The Never-Ending (Love) Story

It was early.  The pale blues and grays of dawn wound their way through the blinds of my bedroom.  Not quite dark and not quite light.  I rolled to one side in the comfort of my covers, eyes still closed yet aware I was no longer in the depths of sleep.  The still, small voice was speaking, awakening my heart and mind and asking me to remember what it felt like to be in love.

“Well, Lord…it’s been a while,” I replied.  And it has…years plural.  But once one has experienced “love,” the memories linger.  Don’t they?  Though far-off and far-removed, they still linger.

Like the sticky toffee pudding I had in Ireland over five years ago.  I’ve eaten nothing like it since….yet, if I stop and close my eyes, I can almost taste it again.  Warm, buttery caramel melted into soft, spongy cake…perfectly matched with the cool sweetness of vanilla ice cream.  Dessert heaven I tell you.

So I remember how it felt to be “in love.”   Butterflies floating around in my belly.  A perpetual grin on my face.  Even food didn’t taste the same.  Heart pounding as I anxiously awaited to hear to his voice again…to see his face.

I know why the Lord asked me to remember.  Because I’ve been asking Him to show me how He loves me.  The truth is my friend, I struggle with the idea of a sacred romance.  Perhaps because I don’t currently have anything to compare it to.  And maybe because it just sounds a little, well awkward.  Doesn’t it?  Do we even know what to do with the idea that God is wildly in love with us?

“Hang my locket around your neck, wear my ring on your finger.  Love in invincible facing danger and death.  Passion laughs at the terrors of hell.  The fire of love stops at nothing-it sweeps everything before it.  Flood waters can’t drown love, torrents of rain can’t put it out.”  Song of Solomon 8:6 The Message

Honestly, I would rather feel “awkward” than miss any part of the greatest love story ever told.  And it IS the greatest love story ever told.  You could have a big, movie-style romance and it would still never compare to His love.  Because no earthly love can ever save us.  Wonderful though it may be, only the covenant love of our Heavenly Father can rescue us from the deadly grave of our sin.

Song of Solomon, literally speaking is written in the context of romantic love between a man and a woman.  But figuratively, it is said to symbolize the intimate relationship Christ (the bridegroom) shares with his church (the bride).

And still, we wrestle.  We hold back.  We doubt.

Maybe we should ask ourselves…what roadblocks are standing in the way of fully entering in?  God wrote the love story when He sent Jesus to our fractured world.  He’s 100% in.  Why aren’t we?

Are we too much in our head?  Could it be that we’re trying to understand that which goes far beyond our realm of knowledge?   Are we comparing it to a broken and conditional earthly love?

Or, are we listening to lies instead of Truth?  Because the lies are real, my friend.  I’ve heard them.  They whisper in our ears that we are un-loveable…or that we have to work hard to earn His affection.

Graham Cooke says, “He loves you, because He loves you.  Because He loves you.  Because He loves you.  Because He loves you.  Because He loves you.  Because He loves you.  Because He loves you.  Because He loves you.  Because He loves you.  Because that’s what He is like.  And you will always be the beloved.”

I believe, like the scripture says above, that He will “stop at nothing”-He will woo and pursue to help us realize just how much He loves us.  For in perfect love, there is security in place of insecurity; rest in place of restlessness; peace in place of fear.  His love is our deep breath.

So let’s enter in.  Let’s step through the threshold of awkward into the sacred romance.  Let’s throw our arms around His neck in gratitude and adoration.

Because my friends, this love story never ends.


## Task directions
Transcribe every record as it stands and set the images aside.
---------- Information given ----------
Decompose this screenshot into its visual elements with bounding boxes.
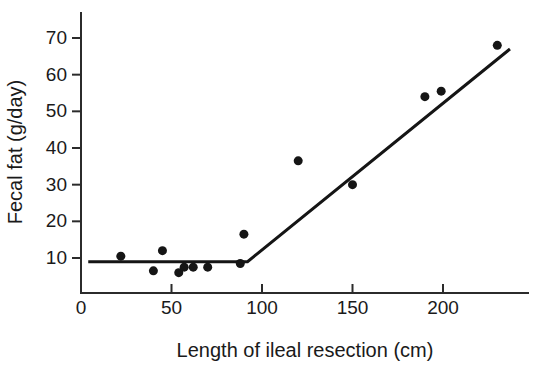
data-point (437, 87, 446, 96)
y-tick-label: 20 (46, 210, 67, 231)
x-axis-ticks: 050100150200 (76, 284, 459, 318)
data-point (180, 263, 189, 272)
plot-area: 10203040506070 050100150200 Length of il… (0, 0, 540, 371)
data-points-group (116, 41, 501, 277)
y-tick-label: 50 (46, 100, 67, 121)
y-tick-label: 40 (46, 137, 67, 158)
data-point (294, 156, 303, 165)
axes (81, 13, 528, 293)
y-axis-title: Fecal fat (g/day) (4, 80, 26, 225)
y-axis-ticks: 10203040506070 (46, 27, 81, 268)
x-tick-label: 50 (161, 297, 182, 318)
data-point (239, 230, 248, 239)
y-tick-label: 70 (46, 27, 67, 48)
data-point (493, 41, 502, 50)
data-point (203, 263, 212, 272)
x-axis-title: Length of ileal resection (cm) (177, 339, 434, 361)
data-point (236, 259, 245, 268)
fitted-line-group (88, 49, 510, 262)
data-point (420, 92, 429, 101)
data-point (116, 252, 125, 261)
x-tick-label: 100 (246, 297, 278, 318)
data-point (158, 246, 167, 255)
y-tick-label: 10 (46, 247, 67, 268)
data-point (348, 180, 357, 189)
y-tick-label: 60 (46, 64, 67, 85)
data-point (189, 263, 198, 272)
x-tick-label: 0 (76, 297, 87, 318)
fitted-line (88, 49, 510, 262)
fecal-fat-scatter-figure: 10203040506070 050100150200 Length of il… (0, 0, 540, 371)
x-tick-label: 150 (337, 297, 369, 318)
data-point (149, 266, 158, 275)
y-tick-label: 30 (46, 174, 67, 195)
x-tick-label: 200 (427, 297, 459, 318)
----------
## Response to the task
Decompose this screenshot into its visual elements with bounding boxes.
data-point (437, 87, 446, 96)
y-tick-label: 20 (46, 210, 67, 231)
x-axis-ticks: 050100150200 (76, 284, 459, 318)
data-point (180, 263, 189, 272)
plot-area: 10203040506070 050100150200 Length of il… (0, 0, 540, 371)
data-points-group (116, 41, 501, 277)
y-tick-label: 50 (46, 100, 67, 121)
y-tick-label: 40 (46, 137, 67, 158)
data-point (294, 156, 303, 165)
axes (81, 13, 528, 293)
y-axis-title: Fecal fat (g/day) (4, 80, 26, 225)
y-axis-ticks: 10203040506070 (46, 27, 81, 268)
x-tick-label: 50 (161, 297, 182, 318)
data-point (239, 230, 248, 239)
y-tick-label: 70 (46, 27, 67, 48)
data-point (493, 41, 502, 50)
data-point (203, 263, 212, 272)
x-axis-title: Length of ileal resection (cm) (177, 339, 434, 361)
data-point (236, 259, 245, 268)
fitted-line-group (88, 49, 510, 262)
data-point (420, 92, 429, 101)
data-point (116, 252, 125, 261)
x-tick-label: 100 (246, 297, 278, 318)
data-point (158, 246, 167, 255)
y-tick-label: 10 (46, 247, 67, 268)
data-point (348, 180, 357, 189)
y-tick-label: 60 (46, 64, 67, 85)
data-point (189, 263, 198, 272)
x-tick-label: 0 (76, 297, 87, 318)
fitted-line (88, 49, 510, 262)
fecal-fat-scatter-figure: 10203040506070 050100150200 Length of il… (0, 0, 540, 371)
x-tick-label: 150 (337, 297, 369, 318)
data-point (149, 266, 158, 275)
y-tick-label: 30 (46, 174, 67, 195)
x-tick-label: 200 (427, 297, 459, 318)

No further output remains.